Of course, anyone whose ox is gored is going to consider the gorer to be giving them a "punch in the eye." :)

The fact that owners of 1990 - 2000 Saturns are pretty loyal and satisfied does not necessarily mean that owners of 2001 - 2006 Saturns are loyal and satisfied (relative to alternatives).

If you offered a reasonable rebuttal to what I am saying and neither of us could not convince the other that (s)he were wrong, then I'd "agree to disagree" but so far I don't see that as having happened. It looks to me that you are saying that CR isn't (hasn't ever been?) a reliable source of information about Saturns but I'm not saying it always has been; I am saying that I bought my first Saturn in 1994 mostly because of the positive things CR had to say about Saturn and you have not said anything I can interpret as rebuttal.

Reply to
Steve

Though the Toyota Prius which had a 100% recall because of software flaws that could leave you stranded in the middle of the highway, because of engine shutdown, got their highest rating......Think they are not biased...think again.

Reply to
Seamus's Stuff

A recall (no matter how extensive or serous the problem) doesn't prove that the car is unreliable overall. If it makes you happy, consider that the CR reliability ratings for the 2001 - 2004 Prius show that the electrical system has mediocre reliability even though most other systems are excellent.

Reply to
satyr

no, I am saying "I dont agree with you, you dont agree with me". AFAIK, nobody on either side had presented facts that either side has agreed upon. This topic nor this forum is not intended for name calling nor rudeness, so it is my intention to end this conversation as it seems to be headed in that direction. fin.

marx404

Reply to
marx404

marx404 sez...

I initiated this thread to discuss what Consumer Reports had to say about Saturn.
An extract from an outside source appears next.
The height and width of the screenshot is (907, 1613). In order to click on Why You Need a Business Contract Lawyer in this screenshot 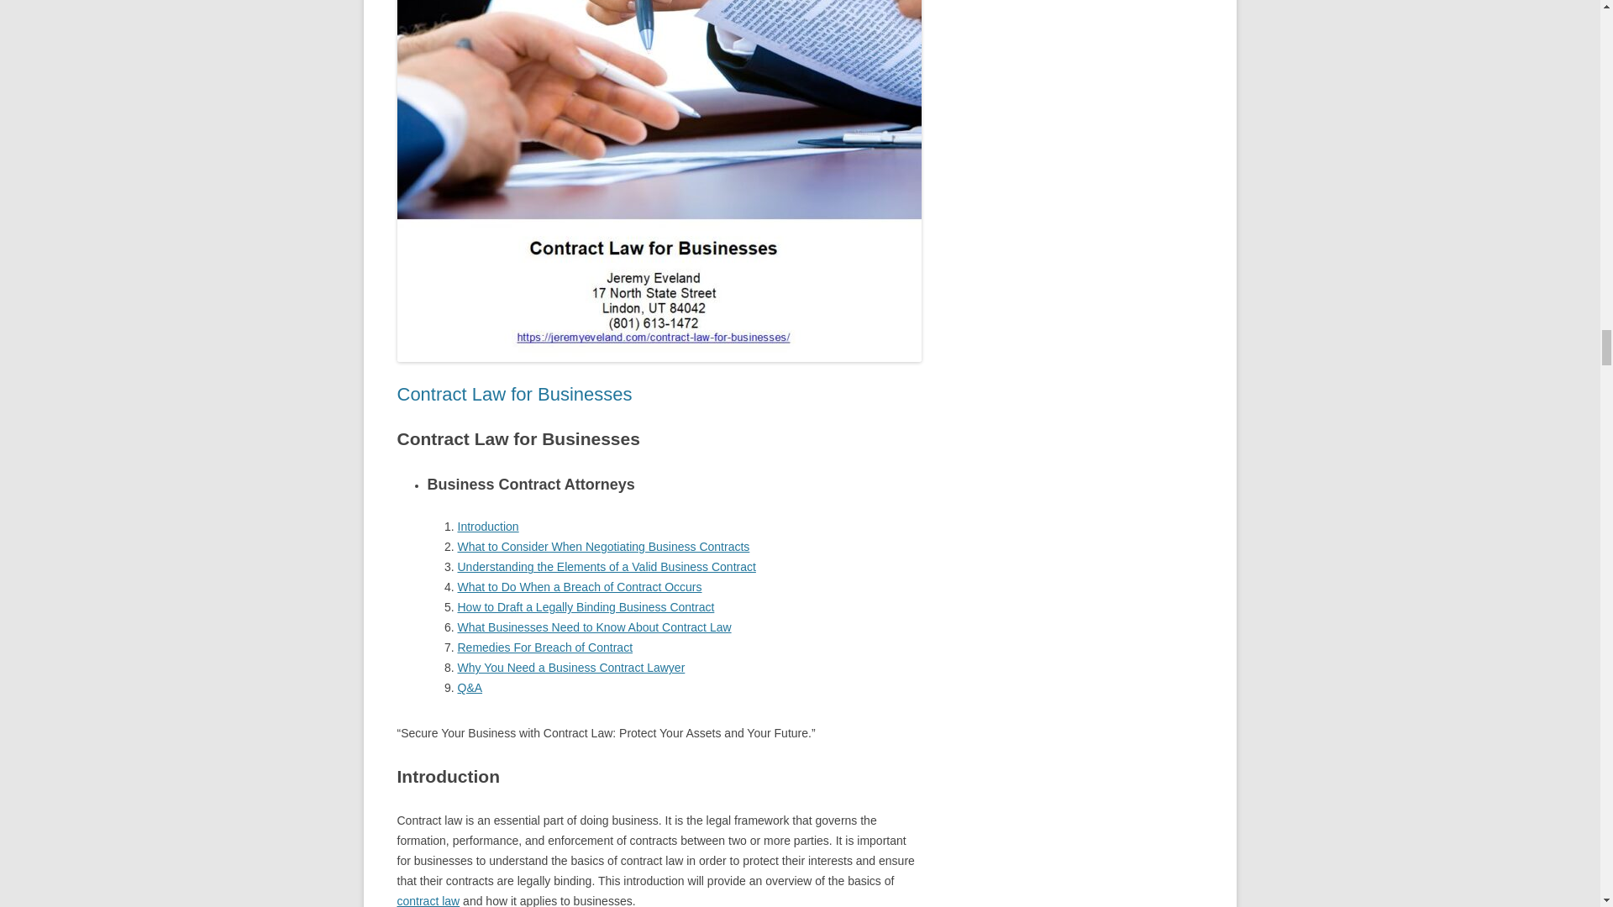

They do not accept ads, so therefully are not swayed one way or another.

When researching for that dream car, I find it helpful to all to discuss what is available to consumers.
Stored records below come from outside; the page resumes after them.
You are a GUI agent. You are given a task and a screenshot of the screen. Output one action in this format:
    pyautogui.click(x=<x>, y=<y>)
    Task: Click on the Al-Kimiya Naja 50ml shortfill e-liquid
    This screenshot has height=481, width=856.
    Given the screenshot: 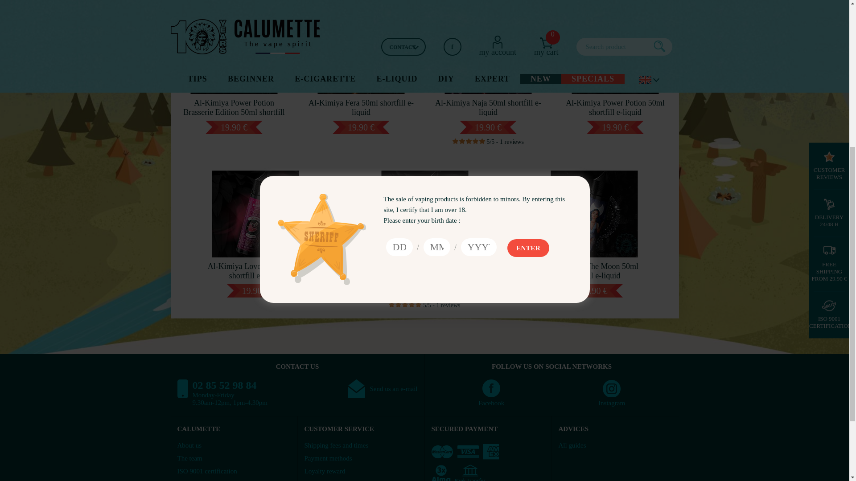 What is the action you would take?
    pyautogui.click(x=487, y=61)
    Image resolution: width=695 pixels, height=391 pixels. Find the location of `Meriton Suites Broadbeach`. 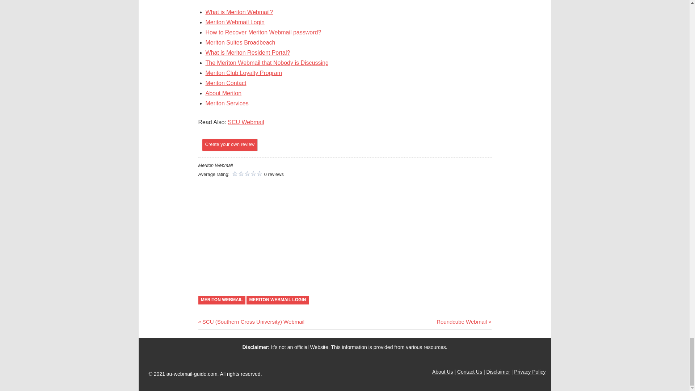

Meriton Suites Broadbeach is located at coordinates (241, 43).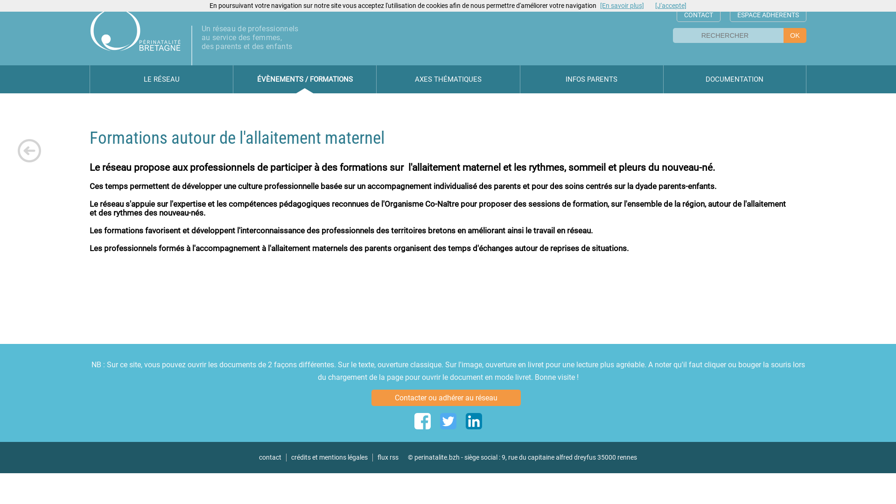 Image resolution: width=896 pixels, height=504 pixels. Describe the element at coordinates (423, 421) in the screenshot. I see `Facebook` at that location.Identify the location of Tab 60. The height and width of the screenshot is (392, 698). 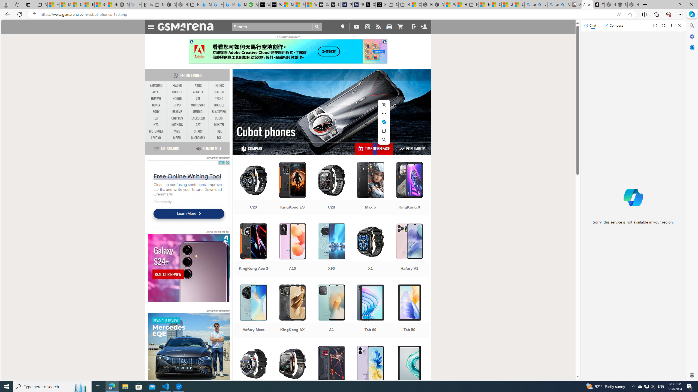
(370, 312).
No one wants to get stuck with a lemon! For all the hard earned money, I want to feel well-informed.

I will follow the advice and buy some other magazines and will start a new thread about my findings.
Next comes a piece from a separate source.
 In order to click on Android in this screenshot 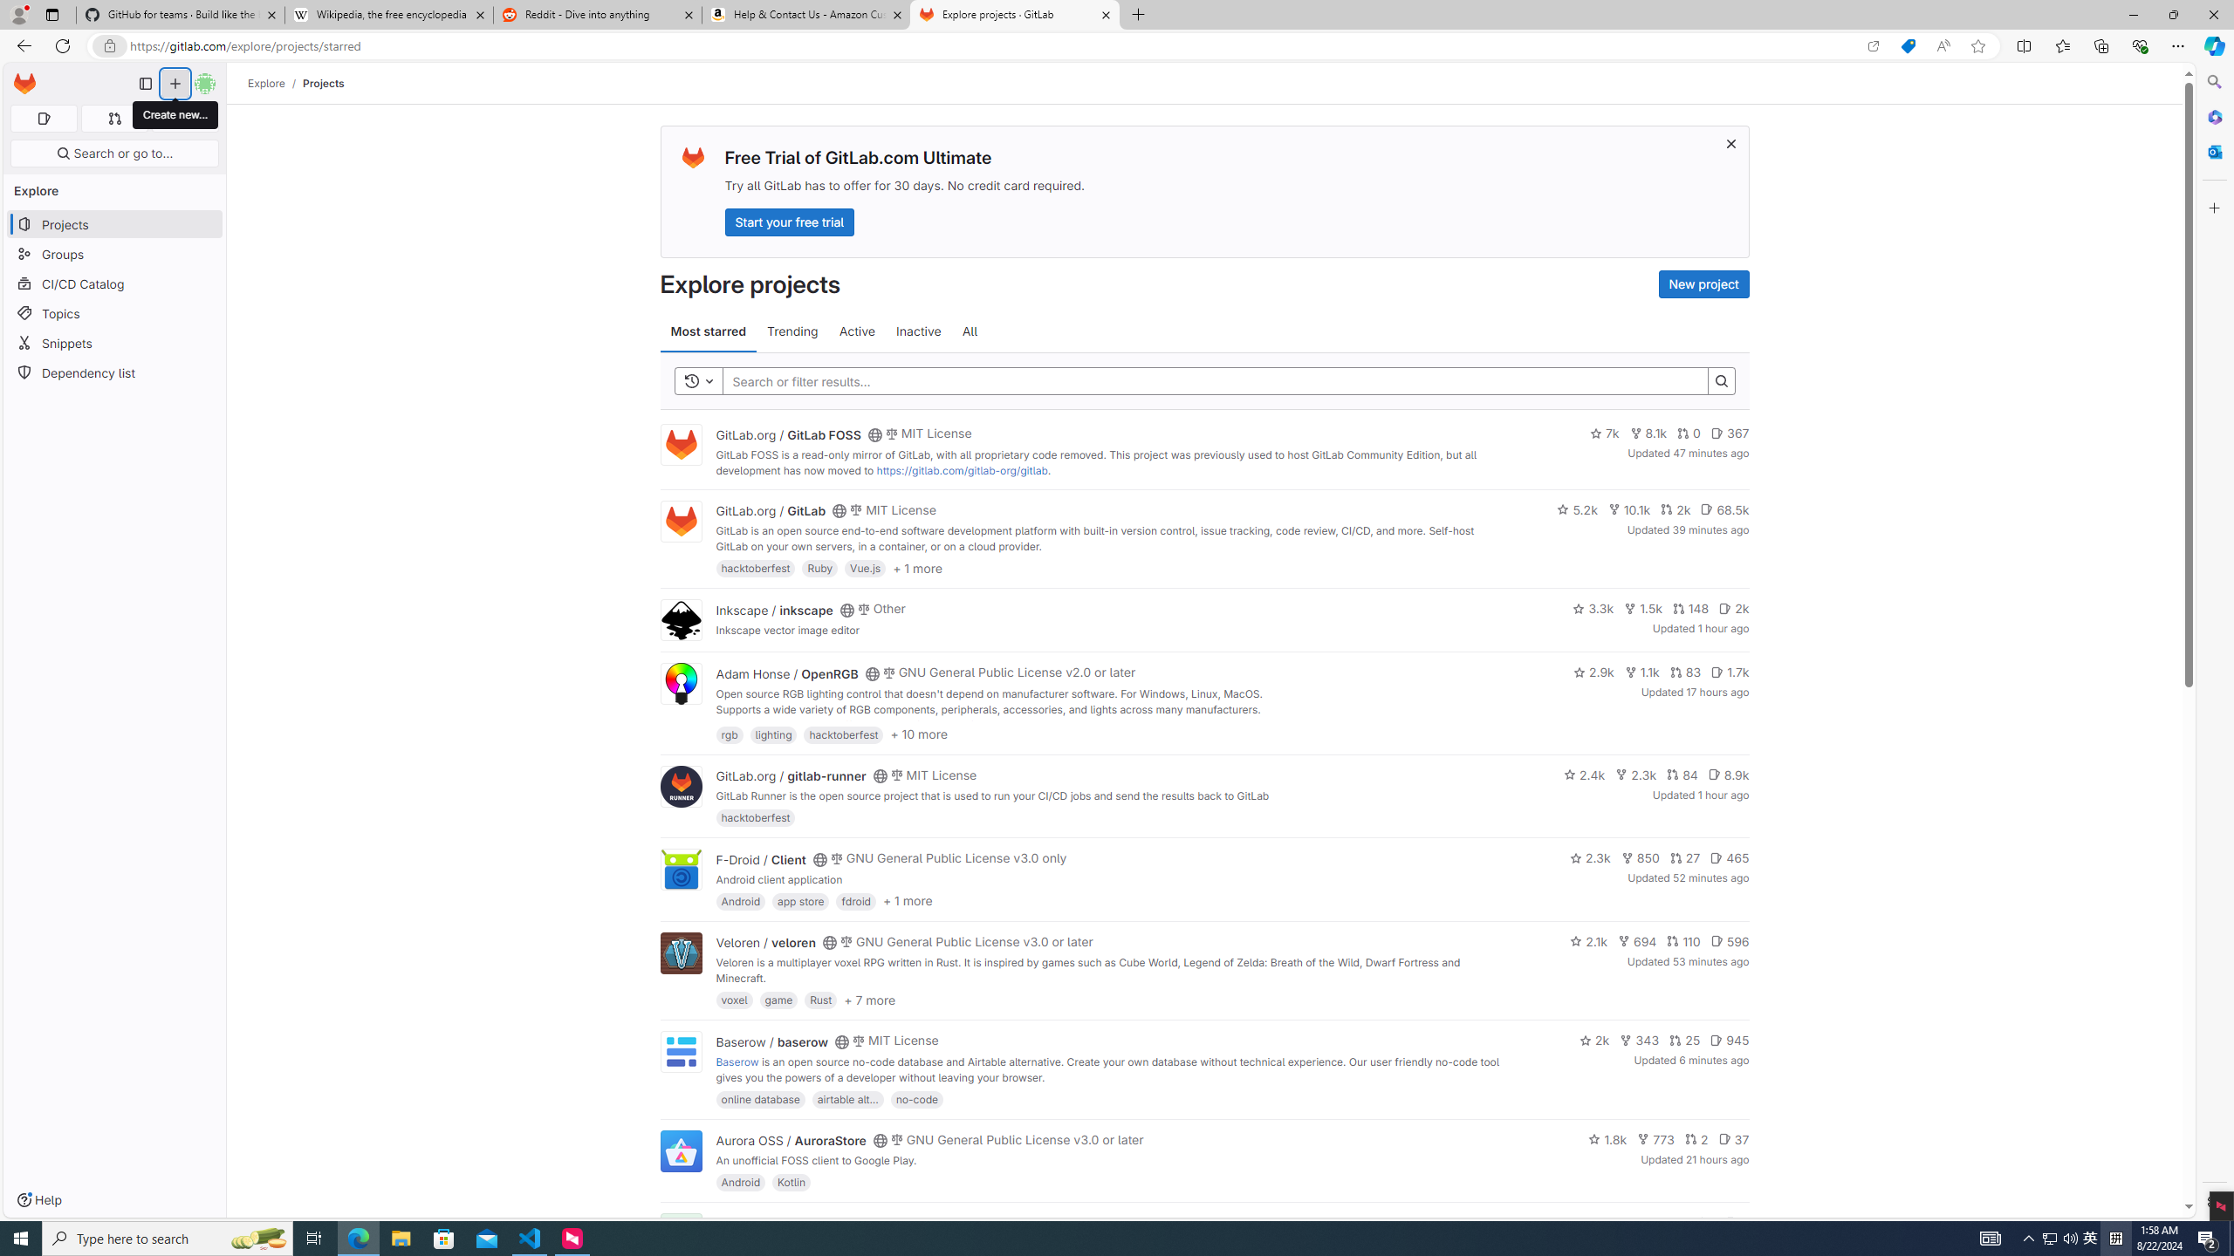, I will do `click(740, 1182)`.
Back in the 90's, Saturn had a reputation of quality. Now just looking at them cars in the showroom, I do not feel it.

My favorite vehicle of the current lineup is the Vue, but that's not saying much.

There used to be an "L" series.

Saturn has really changed. It's a shame!

Reply to
fish

Right, that's why the flakey transmission in my dad's Oddessey, instead of getting replaced with a unit that won't lock up suddenly on the highway, got a 'jet kit' to fix what Honda calls a 'lubrication problem' inside the gearbox. Where just about everything is drenched in that magic nonstandard Honda ATF anyway. So, we've got a ticking time bomb transmission that may/may not fail with who knows what results. Oh yeah, they're giving us a '100,000 mile' warrenty on it now. Or the EGR valve that they told us could fail, so as a courtesy, they're extending the warrenty on the emissions system to 80,000 miles, which they're legally supposed to be at anyway.

Or, we could talk about Toyota's sludge issues that have been around for years.

What Honda and Toyota figured out long ago was that a good PR dept and quietly handling some issues, combined with some slick legal moves, can give the appearence of them being a warm and fuzzy company.

Of course, look at the Prius, which performs like an 80's Toyota and gets nowhere near it's sticker mileage. Yet sheep suck it up anyway.